The last time I was with Yablokov was 15 years ago. We met in New York City where he had come to participate in a conference at the UN about whales. The plight of whales and dolphins had been an early research subject for Yablokov. He would go on to write hundreds of articles as well as textbooks on biology and ecology.
When we met that last time, Yablokov had become leader of the Green Russia component of the Russian United Democratic Party and was also deputy chairman of the party—acronymed YABLOKO—which was challenging Putin. He told me of being followed and of living in an authoritarian state.
Putin is being widely compared since his invasion of Ukraine to Adolph Hitler, the invasion described as a parallel to Hitler’s invasions in Europe in the 1930s.
“Putin’s attack on Ukraine echoes Hitler’s takeover of Czechoslovakia,” was a headline last week in The Washington Post. The sub-head: “The Nazi leader used similar tactics to dismember and devour Czechoslovakia before World War II.”
“Vladimir Putin is doing exactly what Hitler did when he invaded Poland in 1939,” said the headline of a piece last week in the British publication Mirror. The “parallels” between Putin and Hitler are “uncanny,” wrote Dr. Robert Lyman, author and fellow of the Royal Historical Society.
“It certainly makes 2022 the most dangerous year in Europe since the end of that terrible, bloody war in 1945,” he said. “What the West does now will have dramatic consequences for the future of the world as we know it. If the world allows Putin to get away with his latest land-grab…there’s a very good chance he’ll take this as carte blanche to do it again, elsewhere.
“The targets? The Baltic States (Latvia, Lithuania and Estonia) will be first on his hit list, even though they are members of NATO. As I explained in my book The Rise of the Third Reich, this is what Hitler did after 1938; take little nibbles at bits of Europe that weren’t his and if people didn’t make too much of a fuss, keep on nibbling,” Lyman went on.
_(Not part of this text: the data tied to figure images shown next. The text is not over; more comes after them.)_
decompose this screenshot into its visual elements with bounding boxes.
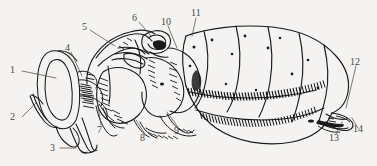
label-1: 1 [10,65,15,75]
label-9: 9 [174,126,179,136]
label-13: 13 [329,133,339,143]
label-3: 3 [50,143,55,153]
label-7: 7 [97,125,102,135]
label-8: 8 [140,133,145,143]
label-5: 5 [82,22,87,32]
label-12: 12 [350,57,360,67]
label-11: 11 [191,8,201,18]
label-10: 10 [161,17,171,27]
label-2: 2 [10,112,15,122]
label-14: 14 [353,124,363,134]
insect-lateral-illustration [0,0,377,166]
figure-container: 1 2 3 4 5 6 7 8 9 10 11 12 13 14 [0,0,377,166]
label-6: 6 [132,13,137,23]
label-4: 4 [65,43,70,53]
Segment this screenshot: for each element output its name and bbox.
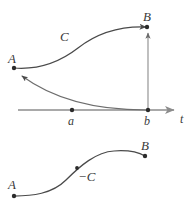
point-B-top: [145, 25, 149, 29]
point-A-bottom: [12, 194, 16, 198]
label-a: a: [68, 115, 74, 127]
label-curve-minus-C: −C: [78, 170, 95, 183]
figure-canvas: [0, 0, 195, 211]
point-B-bottom: [143, 154, 147, 158]
label-A-bottom: A: [8, 178, 16, 191]
point-b-tick: [146, 108, 150, 112]
vector-calculus-figure: A B C a b t A B −C: [0, 0, 195, 211]
label-B-bottom: B: [141, 139, 149, 152]
label-t-axis: t: [180, 113, 183, 125]
label-curve-C: C: [60, 30, 69, 43]
label-A-top: A: [8, 52, 16, 65]
label-B-top: B: [143, 10, 151, 23]
point-A-top: [12, 66, 16, 70]
arc-b-to-A-path: [22, 76, 146, 110]
point-a-tick: [70, 108, 74, 112]
label-b: b: [144, 115, 150, 127]
curve-C-path: [14, 27, 146, 68]
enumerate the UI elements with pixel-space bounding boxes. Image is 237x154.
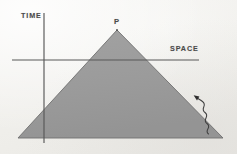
- apex-point-marker: [116, 29, 118, 31]
- wavy-arrow-head: [194, 95, 200, 100]
- time-axis-label: TIME: [21, 11, 42, 20]
- apex-point-label: P: [114, 17, 119, 26]
- figure-canvas: TIME SPACE P: [0, 0, 237, 154]
- space-axis-label: SPACE: [170, 44, 199, 53]
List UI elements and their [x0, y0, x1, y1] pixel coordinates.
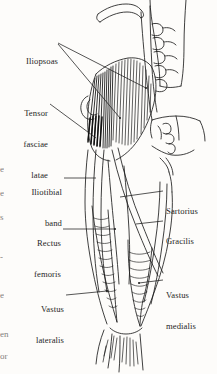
label-iliopsoas: Iliopsoas: [4, 36, 58, 87]
margin-fragment: en: [0, 330, 9, 339]
margin-fragment: or: [0, 352, 8, 361]
margin-fragment: -: [0, 253, 3, 262]
label-tensor-fasciae-latae-line-1: Tensor: [0, 108, 48, 118]
margin-fragment: e: [0, 189, 4, 198]
label-iliopsoas-line-1: Iliopsoas: [4, 56, 58, 66]
margin-fragment: e: [0, 291, 4, 300]
label-vastus-lateralis-line-2: lateralis: [8, 335, 64, 345]
label-gracilis: Gracilis: [166, 216, 216, 267]
label-vastus-lateralis-line-1: Vastus: [8, 304, 64, 314]
label-tensor-fasciae-latae-line-2: fasciae: [0, 139, 48, 149]
label-vastus-medialis: Vastus medialis: [166, 270, 216, 352]
figure-canvas: Iliopsoas Tensor fasciae latae Iliotibia…: [0, 0, 217, 374]
margin-fragment: e: [0, 165, 4, 174]
label-vastus-medialis-line-1: Vastus: [166, 290, 216, 300]
label-rectus-femoris-line-1: Rectus: [8, 238, 61, 248]
margin-fragment: s: [0, 213, 4, 222]
label-vastus-lateralis: Vastus lateralis: [8, 284, 64, 366]
label-vastus-medialis-line-2: medialis: [166, 321, 216, 331]
label-iliotibial-band-line-1: Iliotibial: [8, 187, 62, 197]
label-gracilis-line-1: Gracilis: [166, 236, 216, 246]
label-rectus-femoris-line-2: femoris: [8, 269, 61, 279]
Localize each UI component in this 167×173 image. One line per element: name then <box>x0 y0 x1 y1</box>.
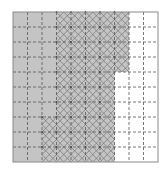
grid-diagram <box>0 0 167 173</box>
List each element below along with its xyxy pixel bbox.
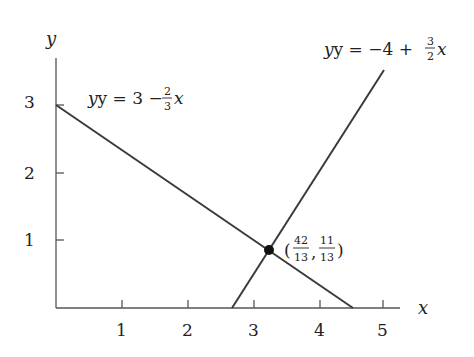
line1-equation-label: yy = 3 − 2 3 x [87, 85, 184, 113]
intersection-plot: 1 2 3 4 5 1 2 3 y x yy = 3 − 2 3 x yy = … [0, 0, 474, 357]
svg-text:x: x [174, 88, 184, 108]
svg-text:13: 13 [294, 251, 308, 264]
y-axis-label: y [45, 28, 57, 49]
x-tick-label-4: 4 [314, 320, 325, 340]
svg-text:13: 13 [320, 251, 334, 264]
svg-text:2: 2 [427, 50, 434, 63]
svg-text:x: x [437, 39, 447, 59]
x-tick-label-2: 2 [182, 320, 193, 340]
y-tick-label-3: 3 [24, 92, 35, 112]
svg-text:): ) [337, 240, 344, 260]
svg-text:3: 3 [427, 35, 434, 48]
svg-text:11: 11 [320, 234, 334, 247]
intersection-point [264, 245, 274, 255]
line-y-3-minus-two-thirds-x [56, 105, 353, 308]
svg-text:yy = −4 +: yy = −4 + [323, 39, 413, 59]
line-y-minus-4-plus-three-halves-x [232, 70, 384, 308]
x-tick-label-3: 3 [248, 320, 259, 340]
y-tick-label-1: 1 [24, 230, 35, 250]
svg-text:(: ( [284, 240, 291, 260]
y-ticks [56, 105, 64, 240]
x-axis-label: x [418, 297, 428, 318]
x-tick-label-5: 5 [377, 320, 388, 340]
svg-text:yy = 3 −: yy = 3 − [87, 88, 163, 108]
svg-text:,: , [311, 242, 316, 262]
line2-equation-label: yy = −4 + 3 2 x [323, 35, 447, 63]
intersection-label: ( 42 13 , 11 13 ) [284, 234, 344, 264]
svg-text:2: 2 [164, 85, 171, 98]
svg-text:3: 3 [164, 100, 171, 113]
x-tick-label-1: 1 [116, 320, 127, 340]
svg-text:42: 42 [294, 234, 308, 247]
y-tick-label-2: 2 [24, 163, 35, 183]
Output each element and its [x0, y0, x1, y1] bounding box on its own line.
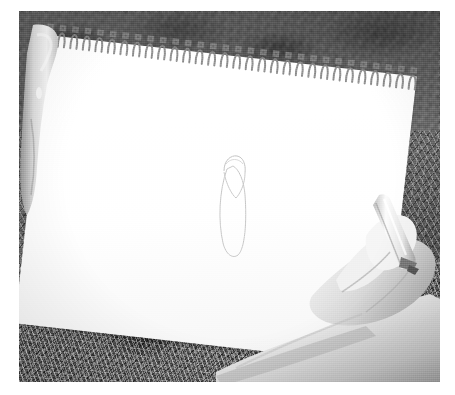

“The invasion of Poland in 1939 took place because Hitler believed he would get away with it, and that the West wouldn’t or couldn’t retaliate,” he continued. “So what do we do? We need to put Putin back in his box without initiating the Third World War. This will be hard, as it’s what he has calculated, with his threats today. He believes the world will be too scared to do anything, as he’s got his fingers on Russia’s nuclear triggers.”
“He is a gangster who has secured power in Russia,” Lyman said of Putin.
He wrote: “Whether Putin’s invasion of Ukraine is successful, in either the short or long term, remains to be seen. It took the world six years and millions of lives to defeat Hitler. Putin will be gambling that the world doesn’t have the stomach for a fight. He’s probably right.”
The comparison between Putin and Hitler is fitting.
This former KGB colonel who has amassed a multi-billion-ruble fortune in his rise to power and has worked hard at extinguishing opposition to him in Russia is a tyrant.
He is destroying lives. He ignores the UN Charter, the constitution of the international organization of which Russia (as the major component of the Soviet Union) was an original member.
Is Lyman correct in his assessment that “the world doesn’t have the stomach for a fight” against him? Hitler-like Putin must be stopped.